PROBLEM:
Each record below is to be retyped exactly, with its pictures omitted.

EXERCISE INPUTS:
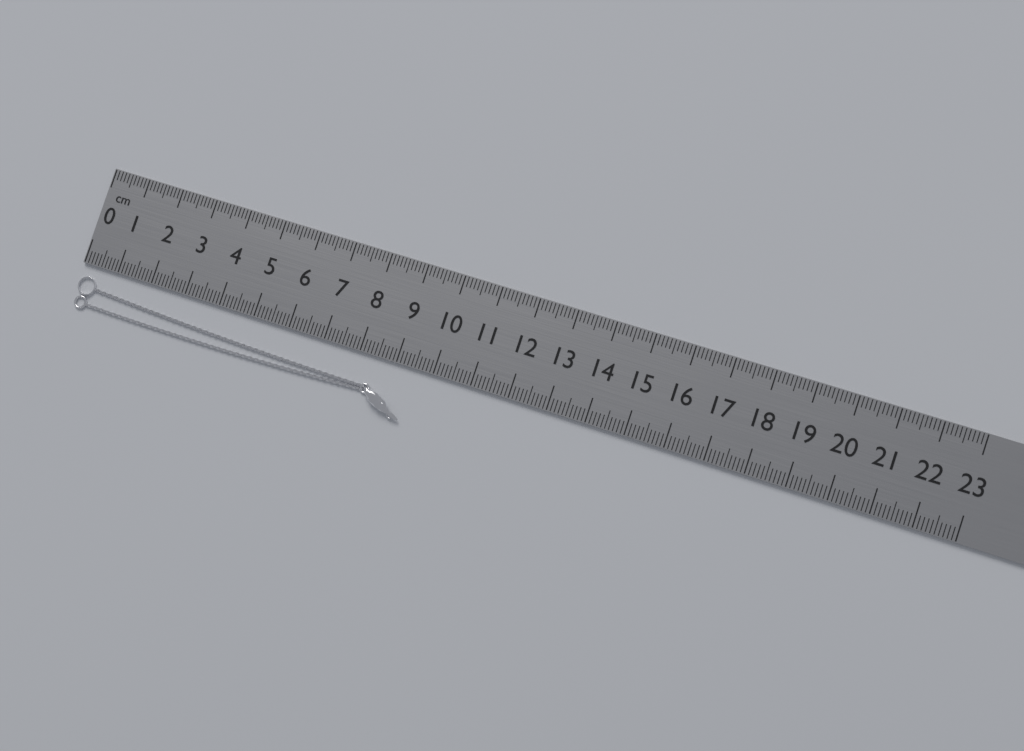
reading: 9.5 cm
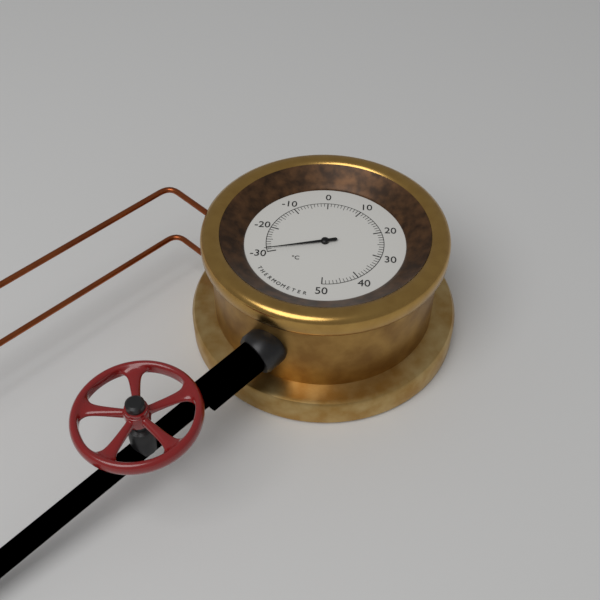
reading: -29 °C
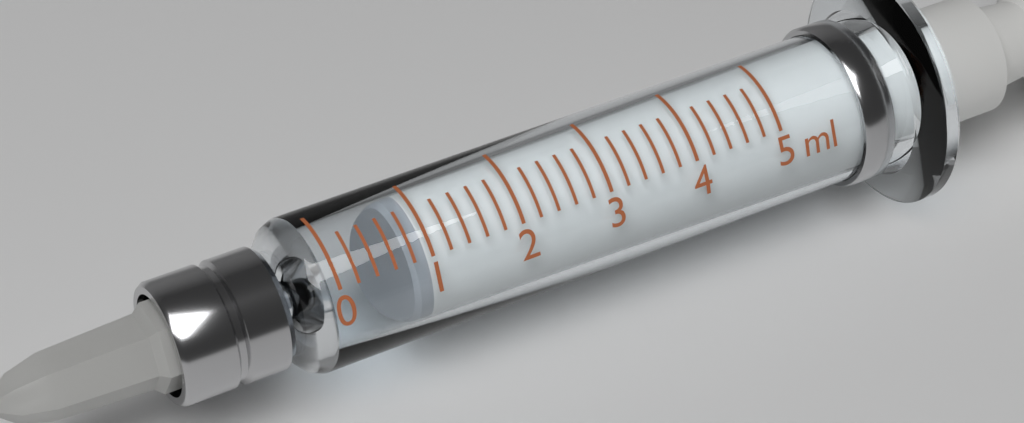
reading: 0.8 ml
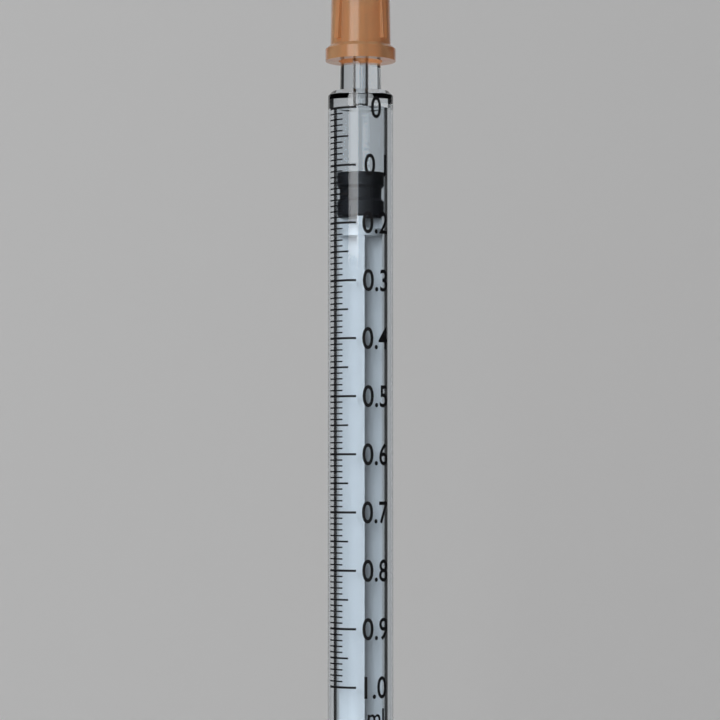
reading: 0.11 ml
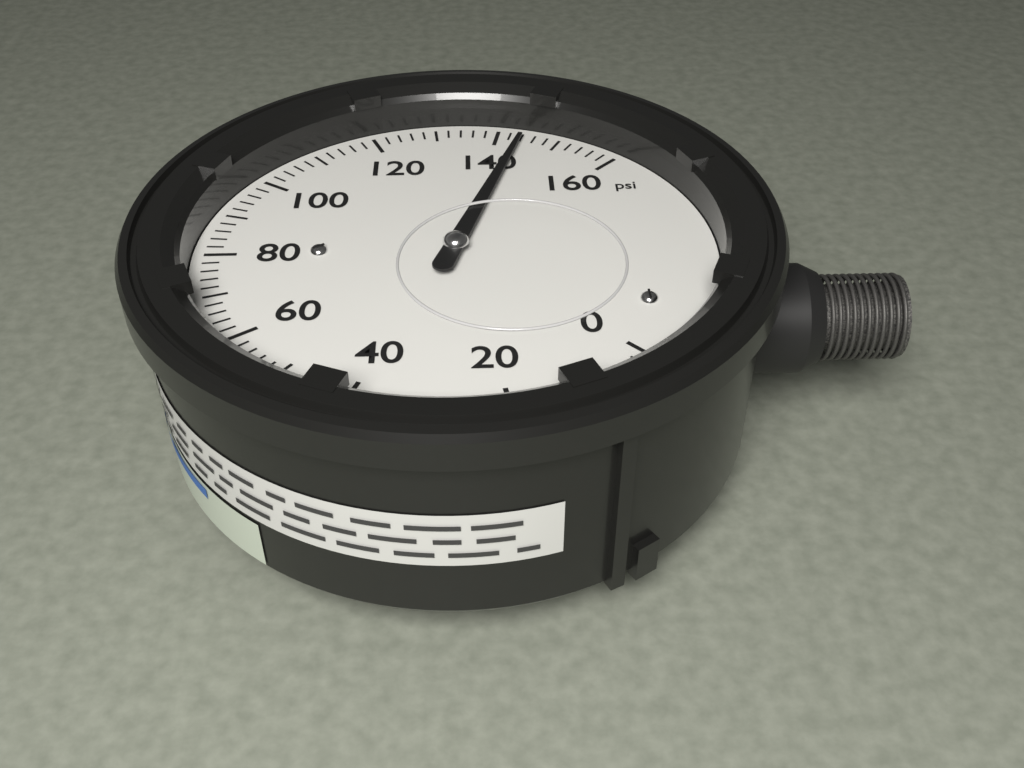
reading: 144 psi
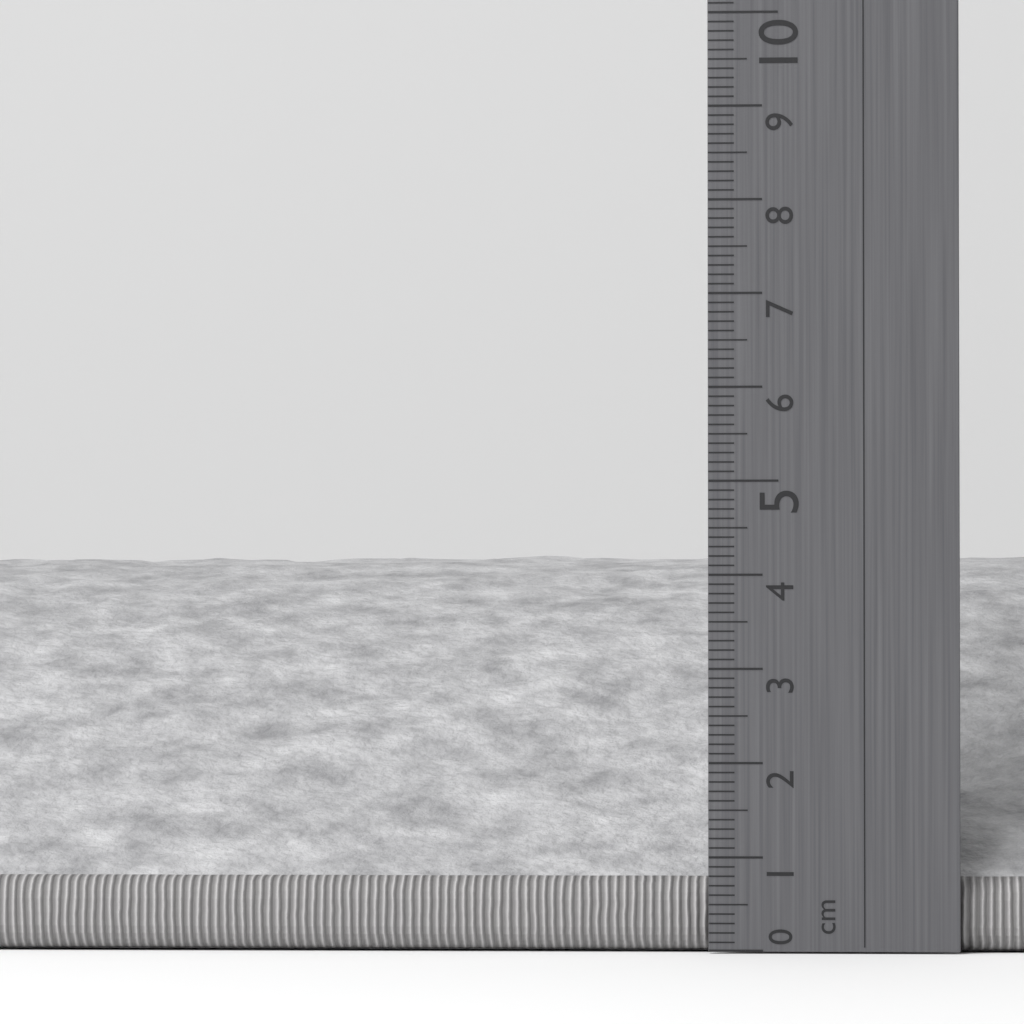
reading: 4.5 cm
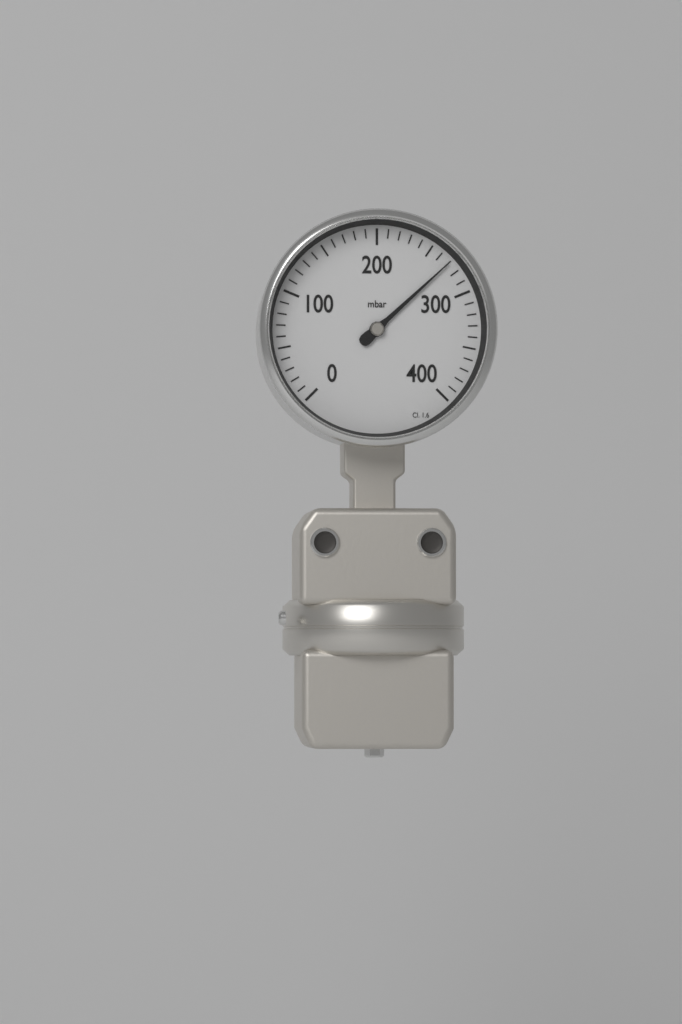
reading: 270 mbar
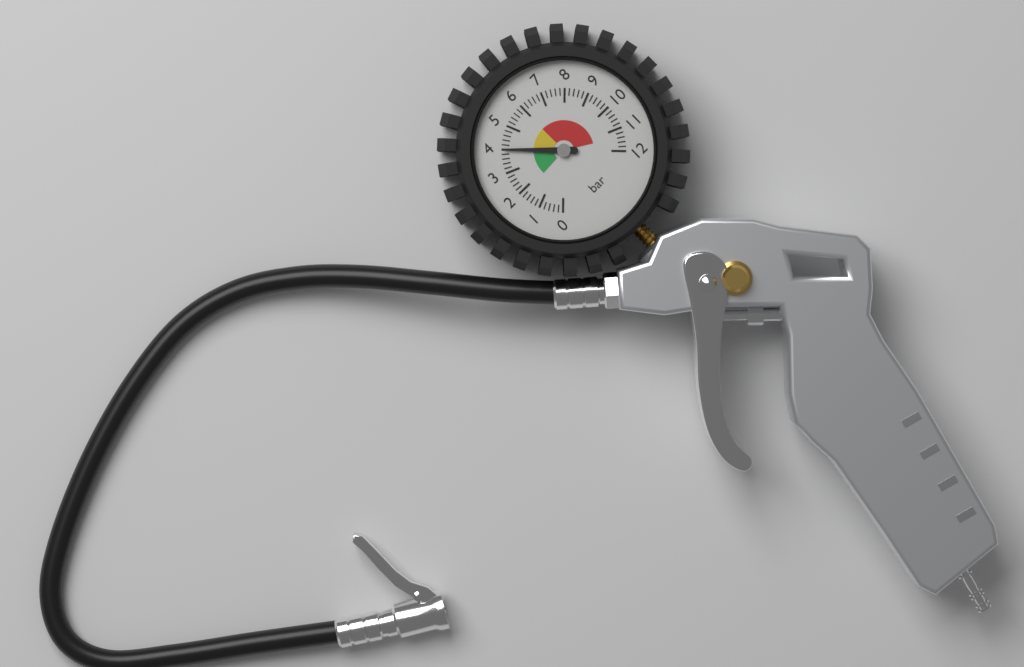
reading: 4.0 bar
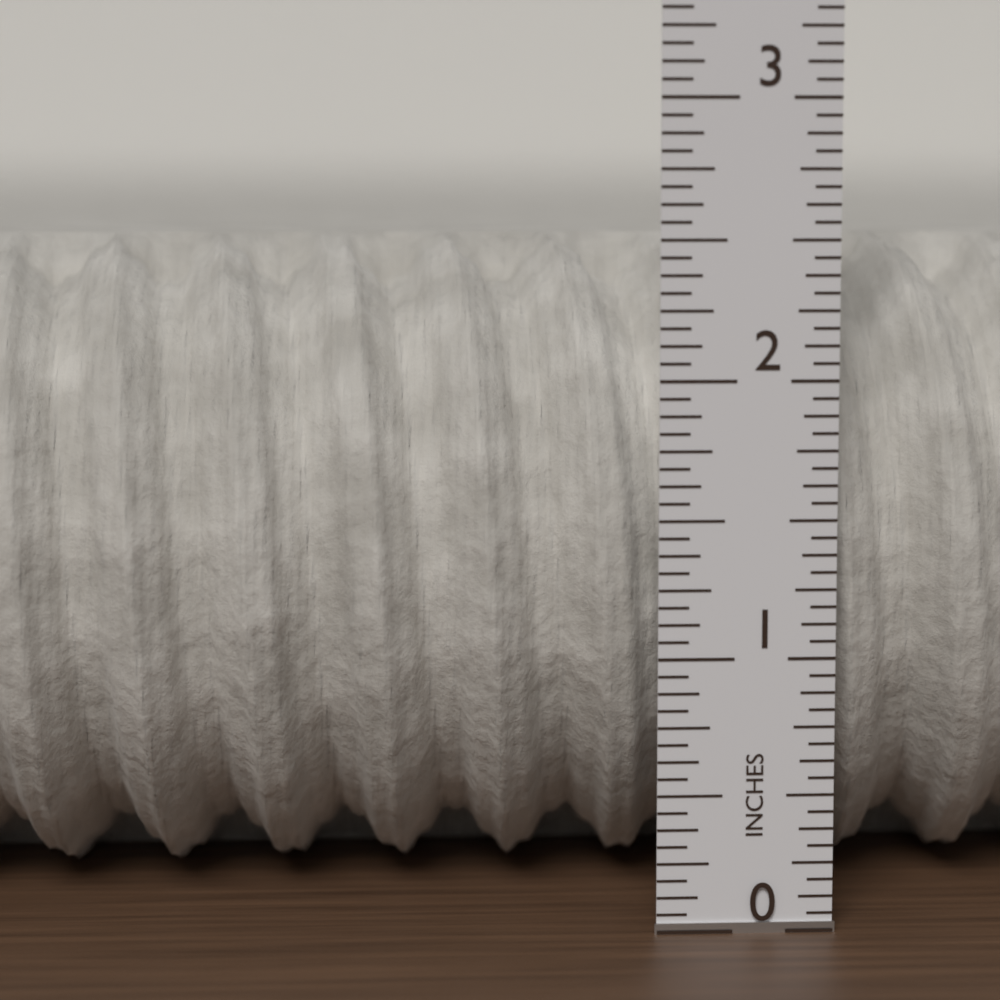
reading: 2.5000 in
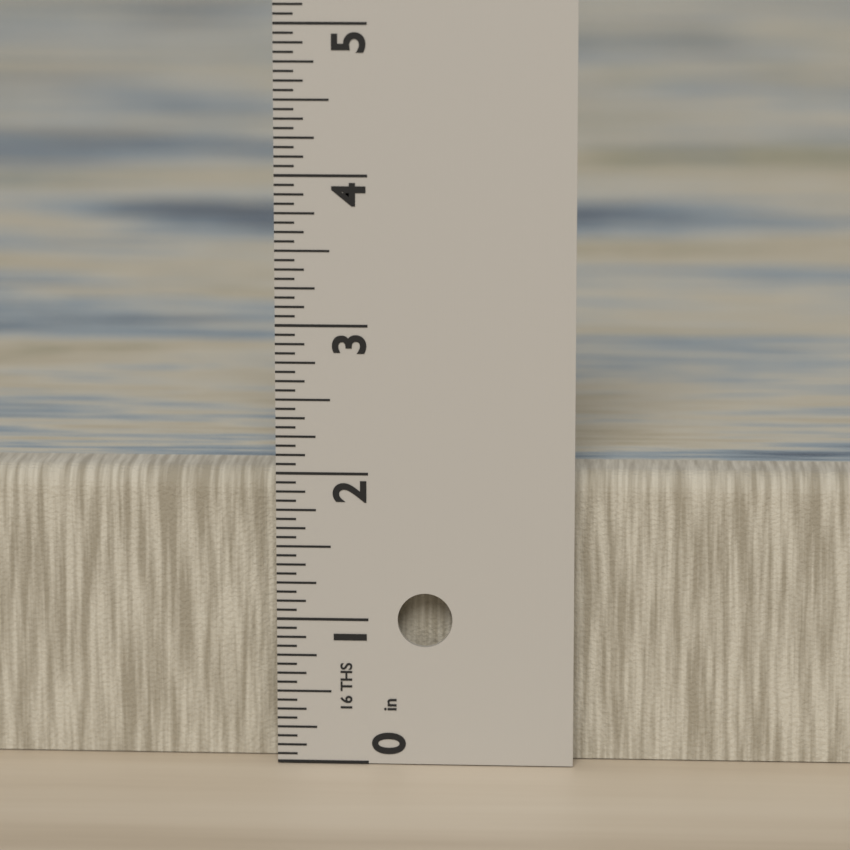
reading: 2.0000 in
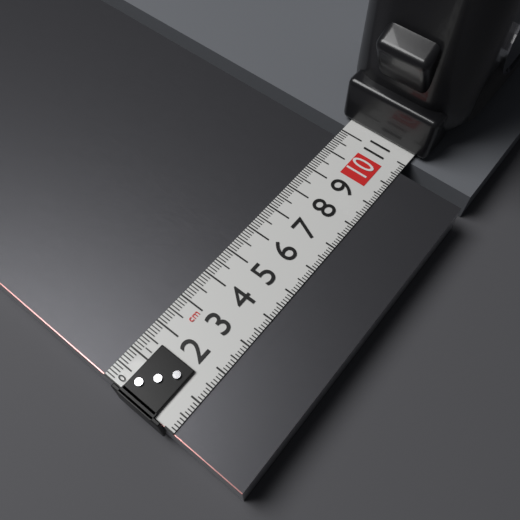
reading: 10.7 cm
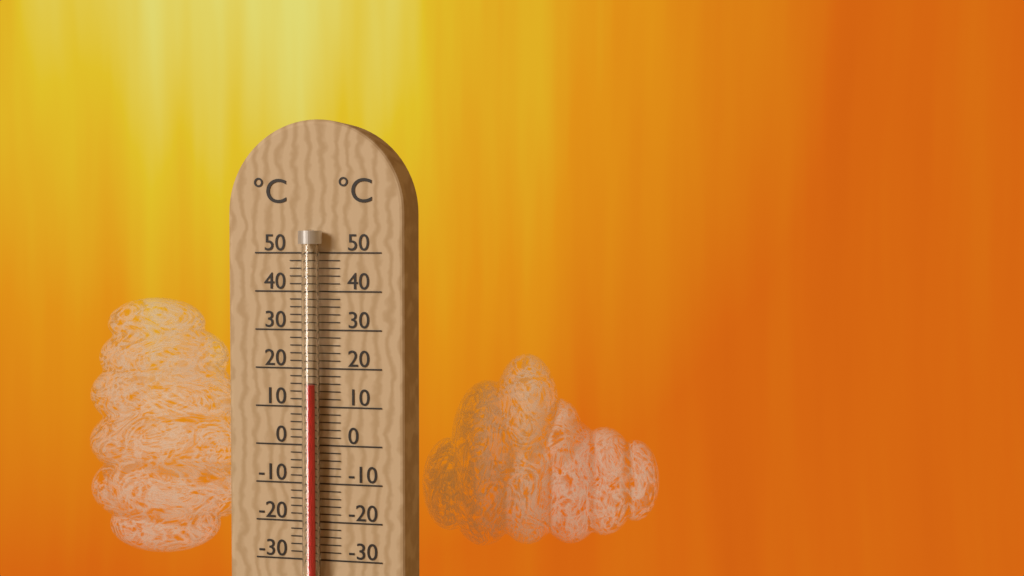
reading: 16 °C
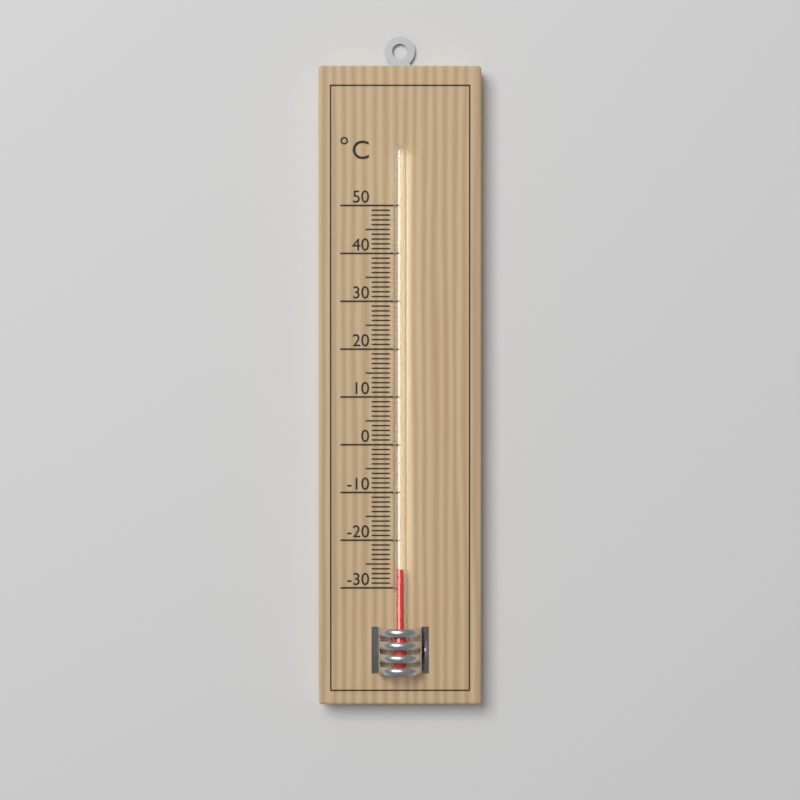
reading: -26 °C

TASK RESPONSE:
reading: 9.5 cm
reading: -29 °C
reading: 0.8 ml
reading: 0.11 ml
reading: 144 psi
reading: 4.5 cm
reading: 270 mbar
reading: 4.0 bar
reading: 2.5000 in
reading: 2.0000 in
reading: 10.7 cm
reading: 16 °C
reading: -26 °C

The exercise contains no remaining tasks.